[Python-ideas] PEP 484 (Type Hints) -- first draft round

Stefan Behnel stefan_ml at behnel.de
Sat Jan 17 11:44:13 CET 2015


Stefan Behnel schrieb am 17.01.2015 um 10:58:
> Stefan Behnel schrieb am 17.01.2015 um 10:43:
>> Guido van Rossum schrieb am 16.01.2015 um 21:08:
>>> I don't know what to answer for Cython -- doesn't it have its own syntax
>>> for declaring C types? Or is it now also using annotations?
>>
>> It can, but it's optional. When I added support for it, I took care not to
>> enable it by default, so that it wouldn't accidentally interfere with other
>> usages of annotations.
>>
>> The current proposal seems less generous in this regard, and the way I see
>> it, the only gain from Cython's point of view is its very limited support
>> for container item type declarations and function signatures of callable
>> objects. Both are restricted to Python object types and even imply slightly
>> different semantics than Cython (I didn't see a notion of "exact types" as
>> opposed to "type or subtype").
>>
>> If there was at least a notion of "unknown types" that tools like static
>> type checkers MUST ignore (couldn't find that in the PEP either), then
>> Cython users could mix this with Cython's Python level type mapping through
>> the "cython" magic module, e.g. something like "cython.struct(x=cython.int,
>> y=cython.p_char)".
> 
> BTW, I think namespaces naturally fix this issue. If all of the proposed
> type system lives either in the builtin namespace or in the "typing"
> module, then annotations and type hints from any other module namespace
> MUST simply be ignored by tools that don't understand them, and are also
> easy to ignore. Then you could write "x: typing.List[cython.int]", and
> static type checkers could still validate that all input for "x" is a list
> (of some unknown item type), and Cython could enforce that anything coming
> out of such a list at runtime can coerce to a C "int".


[What to produce] If a line in the material below has the string "every", copy it out.

[Supplied data]

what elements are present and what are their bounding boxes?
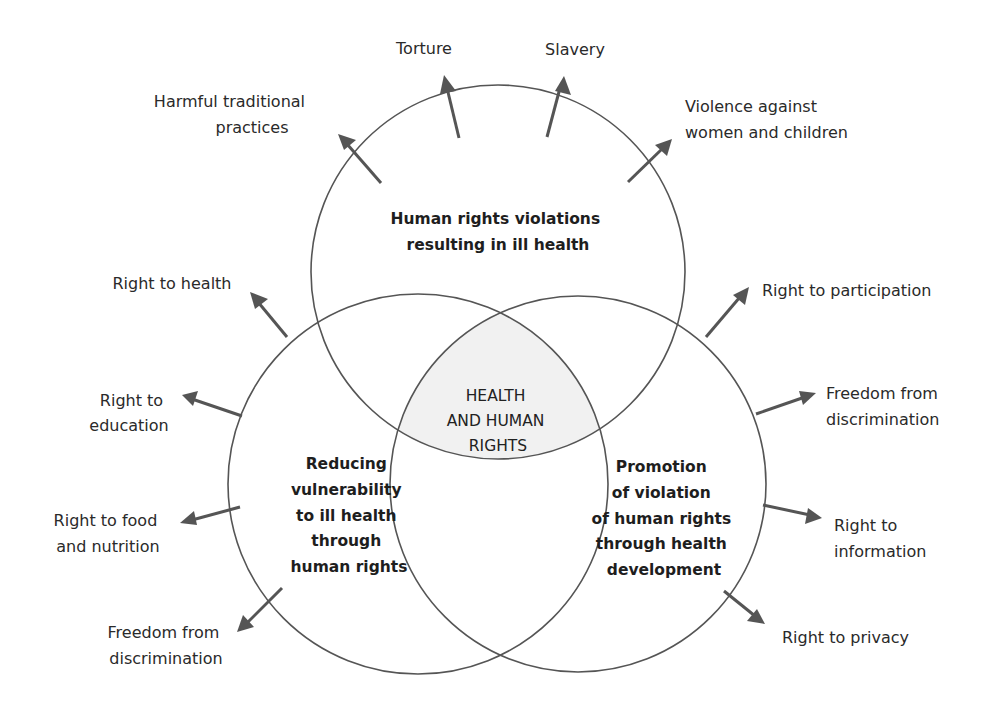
label-harmful-practices: Harmful traditional practices xyxy=(154,92,310,137)
label-torture: Torture xyxy=(395,39,452,58)
arrow-right-to-health xyxy=(250,292,287,337)
arrow-harmful-practices xyxy=(338,134,381,183)
arrow-slavery xyxy=(547,76,571,137)
arrow-torture xyxy=(440,75,459,138)
label-right-to-food: Right to food and nutrition xyxy=(54,511,163,556)
label-right-to-participation: Right to participation xyxy=(762,281,931,300)
top-circle-title: Human rights violations resulting in ill… xyxy=(390,210,605,254)
venn-diagram: Torture Slavery Harmful traditional prac… xyxy=(0,0,995,705)
label-right-to-health: Right to health xyxy=(112,274,231,293)
label-violence: Violence against women and children xyxy=(685,97,848,142)
label-right-to-privacy: Right to privacy xyxy=(782,628,909,647)
arrow-right-to-privacy xyxy=(724,591,765,624)
label-left-freedom-discrimination: Freedom from discrimination xyxy=(108,623,225,668)
arrow-right-to-participation xyxy=(706,287,749,337)
right-circle-title: Promotion of violation of human rights t… xyxy=(591,458,736,579)
arrow-right-to-education xyxy=(182,391,242,416)
label-right-freedom-discrimination: Freedom from discrimination xyxy=(826,384,943,429)
label-right-to-education: Right to education xyxy=(89,391,168,435)
label-slavery: Slavery xyxy=(545,40,605,59)
arrow-right-to-information xyxy=(763,505,822,524)
label-right-to-information: Right to information xyxy=(834,516,926,561)
arrow-right-freedom-discrimination xyxy=(756,391,816,414)
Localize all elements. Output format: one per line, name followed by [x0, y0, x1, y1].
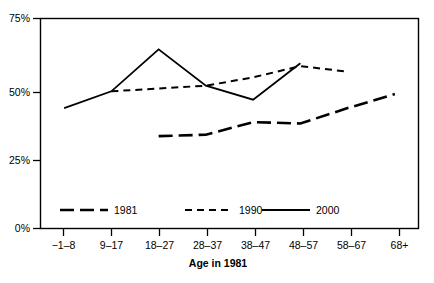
x-axis-title: Age in 1981 [189, 257, 248, 269]
y-axis-ticks [33, 19, 41, 229]
x-tick-label-5: 48–57 [289, 239, 318, 251]
legend-label-2000: 2000 [316, 204, 340, 216]
x-tick-label-4: 38–47 [241, 239, 270, 251]
line-chart: 75% 50% 25% 0% −1–8 9–17 18–27 28–37 38–… [0, 0, 434, 283]
y-tick-label-75: 75% [9, 12, 30, 24]
series-line-1981 [159, 94, 395, 136]
y-tick-label-50: 50% [9, 86, 30, 98]
x-tick-label-3: 28–37 [193, 239, 222, 251]
x-tick-label-1: 9–17 [100, 239, 124, 251]
x-axis-ticks [64, 229, 400, 237]
y-tick-label-0: 0% [15, 222, 30, 234]
chart-figure: 75% 50% 25% 0% −1–8 9–17 18–27 28–37 38–… [0, 0, 434, 283]
x-axis-labels: −1–8 9–17 18–27 28–37 38–47 48–57 58–67 … [52, 239, 409, 251]
series-line-2000 [64, 49, 300, 108]
y-axis-labels: 75% 50% 25% 0% [9, 12, 30, 234]
x-tick-label-0: −1–8 [52, 239, 76, 251]
plot-frame [41, 19, 419, 229]
chart-legend: 198119902000 [60, 204, 340, 216]
y-tick-label-25: 25% [9, 154, 30, 166]
x-tick-label-6: 58–67 [337, 239, 366, 251]
legend-label-1981: 1981 [114, 204, 138, 216]
series-line-1990 [111, 66, 347, 91]
x-tick-label-7: 68+ [391, 239, 409, 251]
legend-label-1990: 1990 [239, 204, 263, 216]
series-group [64, 49, 395, 136]
x-tick-label-2: 18–27 [145, 239, 174, 251]
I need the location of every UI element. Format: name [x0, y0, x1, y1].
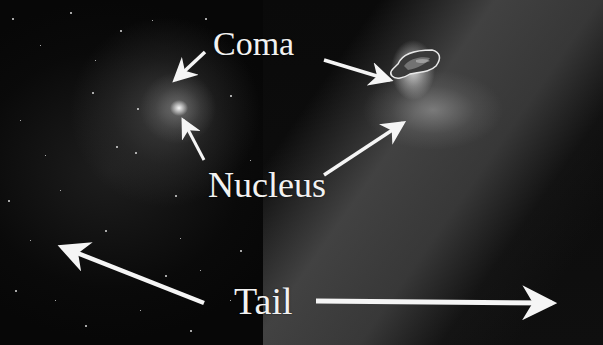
tail-label: Tail	[234, 282, 293, 320]
comet-diagram: Coma Nucleus Tail	[0, 0, 603, 345]
comet-nucleus-image	[386, 48, 442, 80]
nucleus-label: Nucleus	[208, 167, 326, 203]
coma-label: Coma	[213, 27, 294, 61]
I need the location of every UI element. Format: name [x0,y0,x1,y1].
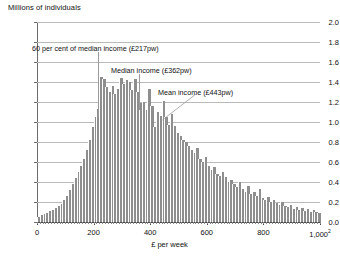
x-axis-minor-tick [60,222,61,224]
x-axis-minor-tick [292,222,293,224]
x-axis-minor-tick [133,222,134,224]
y-axis-tick [34,82,37,83]
x-axis-minor-tick [51,222,52,224]
y-axis-tick-label: 0.4 [305,178,339,187]
x-axis-minor-tick [184,222,185,224]
y-axis-tick [34,42,37,43]
x-axis-minor-tick [62,222,63,224]
x-axis-minor-tick [153,222,154,224]
x-axis-minor-tick [227,222,228,224]
x-axis-minor-tick [162,222,163,224]
x-axis-minor-tick [176,222,177,224]
x-axis-minor-tick [136,222,137,224]
x-axis-minor-tick [238,222,239,224]
y-axis-tick [34,122,37,123]
x-axis-title: £ per week [0,240,339,249]
x-axis-minor-tick [193,222,194,224]
x-axis-minor-tick [99,222,100,224]
x-axis-minor-tick [210,222,211,224]
x-axis-minor-tick [306,222,307,224]
x-axis-minor-tick [198,222,199,224]
x-axis-minor-tick [246,222,247,224]
x-axis-title-text: £ per week [151,240,188,249]
x-axis-minor-tick [207,222,208,224]
x-axis-tick-label: 400 [130,228,170,237]
x-axis-minor-tick [164,222,165,224]
x-axis-minor-tick [88,222,89,224]
x-axis-minor-tick [224,222,225,224]
x-axis-minor-tick [280,222,281,224]
x-axis-minor-tick [105,222,106,224]
x-axis-minor-tick [252,222,253,224]
x-axis-minor-tick [167,222,168,224]
x-axis-minor-tick [195,222,196,224]
x-axis-tick-label: 1,0002 [300,228,340,239]
x-axis-minor-tick [261,222,262,224]
x-axis-tick-label: 200 [74,228,114,237]
x-axis-minor-tick [82,222,83,224]
x-axis-minor-tick [303,222,304,224]
x-axis-minor-tick [218,222,219,224]
x-axis-minor-tick [111,222,112,224]
y-axis-tick-label: 1.8 [305,38,339,47]
x-axis-minor-tick [54,222,55,224]
x-axis-minor-tick [201,222,202,224]
x-axis-tick-label: 600 [187,228,227,237]
x-axis-minor-tick [43,222,44,224]
x-axis-minor-tick [94,222,95,224]
x-axis-minor-tick [65,222,66,224]
x-axis-minor-tick [145,222,146,224]
x-axis-minor-tick [150,222,151,224]
x-axis-minor-tick [229,222,230,224]
y-axis-tick-label: 1.2 [305,98,339,107]
annotation-60pc-median-label: 60 per cent of median income (£217pw) [32,44,159,53]
x-axis-minor-tick [221,222,222,224]
x-axis-minor-tick [295,222,296,224]
x-axis-minor-tick [309,222,310,224]
x-axis-minor-tick [249,222,250,224]
x-axis-minor-tick [170,222,171,224]
x-axis-footnote-marker: 2 [328,228,331,234]
y-axis-title: Millions of individuals [8,3,81,12]
x-axis-minor-tick [68,222,69,224]
x-axis-minor-tick [317,222,318,224]
x-axis-minor-tick [113,222,114,224]
x-axis-minor-tick [272,222,273,224]
annotation-median-leader [139,74,140,110]
x-axis-minor-tick [215,222,216,224]
x-axis-minor-tick [297,222,298,224]
x-axis-minor-tick [125,222,126,224]
y-axis-tick [34,102,37,103]
x-axis-minor-tick [96,222,97,224]
annotation-60pc-median-leader [98,52,99,117]
x-axis-minor-tick [48,222,49,224]
y-axis-tick-label: 2.0 [305,18,339,27]
y-axis-tick [34,62,37,63]
x-axis-minor-tick [130,222,131,224]
x-axis-minor-tick [283,222,284,224]
x-axis-tick-label: 800 [243,228,283,237]
x-axis-minor-tick [108,222,109,224]
annotation-mean: Mean income (£443pw) [158,88,233,97]
y-axis-tick-label: 0.0 [305,218,339,227]
y-axis-tick-label: 1.0 [305,118,339,127]
y-axis-tick [34,22,37,23]
y-axis-tick [34,162,37,163]
x-axis-minor-tick [57,222,58,224]
x-axis-minor-tick [79,222,80,224]
x-axis-minor-tick [278,222,279,224]
x-axis-minor-tick [77,222,78,224]
x-axis-minor-tick [159,222,160,224]
x-axis-minor-tick [45,222,46,224]
x-axis-minor-tick [212,222,213,224]
x-axis-minor-tick [187,222,188,224]
x-axis-minor-tick [266,222,267,224]
x-axis-minor-tick [142,222,143,224]
x-axis-minor-tick [179,222,180,224]
x-axis-minor-tick [232,222,233,224]
y-axis-tick [34,182,37,183]
x-axis-minor-tick [71,222,72,224]
x-axis-minor-tick [181,222,182,224]
x-axis-minor-tick [235,222,236,224]
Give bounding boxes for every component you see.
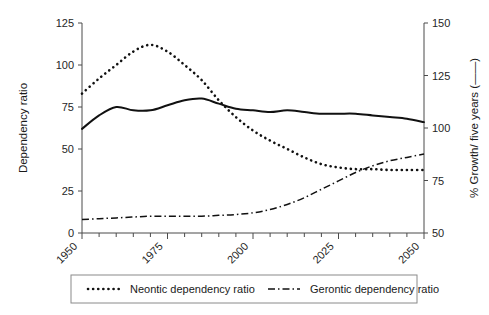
y-axis-left-title: Dependency ratio — [17, 83, 29, 173]
y-axis-right-tick-label: 50 — [432, 227, 444, 239]
y-axis-left-tick-labels: 0255075100125 — [56, 17, 74, 239]
y-axis-right-tick-label: 150 — [432, 17, 450, 29]
x-axis-tick-label: 1975 — [139, 240, 165, 266]
series-line-2 — [82, 98, 424, 128]
y-axis-left-tick-label: 125 — [56, 17, 74, 29]
y-axis-left: 0255075100125 Dependency ratio — [17, 17, 82, 239]
y-axis-right: 5075100125150 % Growth/ five years (——) — [424, 17, 480, 239]
y-axis-left-tick-label: 100 — [56, 59, 74, 71]
x-axis-tick-labels: 19501975200020252050 — [54, 240, 422, 266]
y-axis-right-ticks — [424, 23, 428, 233]
x-axis-tick-label: 2025 — [310, 240, 336, 266]
x-axis-tick-label: 2050 — [396, 240, 422, 266]
series-line-1 — [82, 154, 424, 220]
y-axis-right-tick-label: 125 — [432, 70, 450, 82]
y-axis-left-tick-label: 25 — [62, 185, 74, 197]
y-axis-left-ticks — [78, 23, 82, 233]
chart-legend: Neontic dependency ratioGerontic depende… — [71, 275, 439, 303]
chart-series-group — [82, 45, 424, 220]
legend-label-0: Neontic dependency ratio — [130, 283, 255, 295]
y-axis-left-tick-label: 50 — [62, 143, 74, 155]
x-axis: 19501975200020252050 — [54, 233, 424, 266]
dependency-ratio-line-chart: 0255075100125 Dependency ratio 507510012… — [0, 0, 489, 315]
y-axis-right-tick-label: 100 — [432, 122, 450, 134]
series-line-0 — [82, 45, 424, 170]
x-axis-tick-label: 1950 — [54, 240, 80, 266]
y-axis-right-tick-labels: 5075100125150 — [432, 17, 450, 239]
x-axis-tick-label: 2000 — [225, 240, 251, 266]
y-axis-right-title: % Growth/ five years (——) — [468, 58, 480, 198]
chart-figure: 0255075100125 Dependency ratio 507510012… — [0, 0, 489, 315]
y-axis-left-tick-label: 75 — [62, 101, 74, 113]
y-axis-right-tick-label: 75 — [432, 175, 444, 187]
y-axis-left-tick-label: 0 — [68, 227, 74, 239]
legend-label-1: Gerontic dependency ratio — [310, 283, 439, 295]
x-axis-ticks — [82, 233, 424, 239]
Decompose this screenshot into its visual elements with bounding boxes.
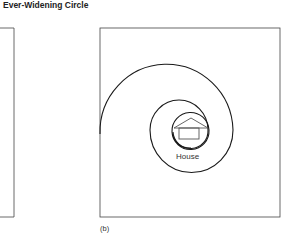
diagram-canvas: [0, 0, 291, 239]
spiral-path: [100, 64, 233, 172]
panel-b-caption: (b): [100, 224, 109, 233]
panel-a-frame: [0, 28, 14, 217]
house-label: House: [176, 152, 199, 161]
panel-b-frame: [100, 28, 280, 217]
ever-widening-spiral: [172, 112, 209, 149]
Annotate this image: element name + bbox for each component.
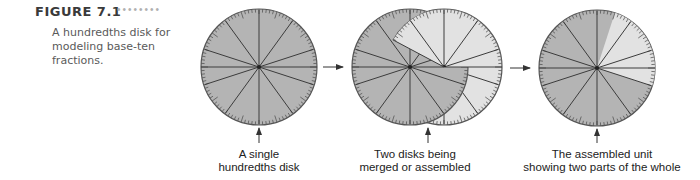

[Solution to this exercise]
I need the location of every UI element. Format: name [x0, y0, x1, y1].
I need the location of every UI element. Format: name [x0,y0,x1,y1].
Give bounding boxes for every component you see.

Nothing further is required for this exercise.